After he acted with Diane Lane in her first film, 1979's A Little Romance, Laurence Olivier called the then-14-year-old “the new Grace Kelly.” The description still feels apt. Like Kelly, Lane comes off as simultaneously hot and cool, her honey-smooth voice and air of classy self-possession paired with a mischievous sense of fun and unselfconscious sexuality. But fortunately for Lane, as she discussed in our recent conversation, she came along at a much better time for women than Kelly did, a time when Hollywood and the world at large were less prone to stereotyping women.

Lane has played everything from tough to tender in a wide roles ranging from a preternaturally self-reliant teen in Francis Ford Coppola's Rumble Fish to an inchoately frustrated young housewife in Tony Goldwyn's A Walk on the Moon to early reality television star Pat Loud, who embodied so many of the changes that rocked middle- and upper-middle-class America in the '70s, in Cinema Verite. For all their differences, her characters share a sense of integrity and a watchful intelligence that point to complicated inner lives.

Sunday, May 7, 2017

Silicon Valley recap: Season 4, Episode 3, "Intellectual Property"

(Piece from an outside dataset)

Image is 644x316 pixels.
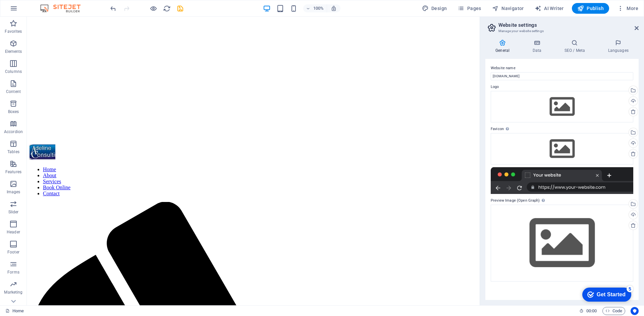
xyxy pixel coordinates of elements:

Tonight's episode of Silicon Valley takes a satiric look at some of the ways that the all-important yet elusive concept of intellectual property plays out in the Valley, starting with Jian-Yang (Jimmy O. Yang) and Bachman's (T.J. Miller) pitch to the Coleman Blair venture capitalists. Jian-Yang's modest recipe-app idea is quickly passed over and replaced by a purely theoretical but more exciting one: See Food, the kind of potentially transformative app every coder dreams of inventing. It's a hook so sharp and shiny that the VCs throw $200,000 in seed money at it and Monica (Amanda Crew), aware there's no substance behind the flash, uses it to try to lure in her douche-bro nemesis, Ed Chen (Tim Chiou), in hopes of triggering a failure big enough to take him down—or at least take him down a couple of notches.

Monday, May 1, 2017

Interview: Azazel Jacobs on The Lovers









The son of avant-garde pioneers Ken and Flo Jacobs, Azazel Jacobs has the most conventional career in his family. He's still far from a household name, but he's been steadily scooting closer to the mainstream ever since his first feature, Nobody Needs to Know, a satire of New York City's theatrical subculture that doubles as a call to resist the capitalistic powers that be.

His latest, The Lovers, which premiered at this year's Tribeca Film Festival, is a tart, smart, moving, and genuinely dramatic romantic comedy. It stars Debra Winger and Tracy Letts as Mary and Michael, a long-married couple who've both turned to affairs after growing apart but are beginning to wonder if they're even more tired of the affairs than they were of their marriage.

I spoke to Jacobs, who I last interviewed in 2011 for The L Magazine, at Manhattan's Smyth Hotel about taking inspiration from 1950s romantic comedies, the chemistry between Winger and Letts, and how it felt to cede ownership of his latest film to the audience.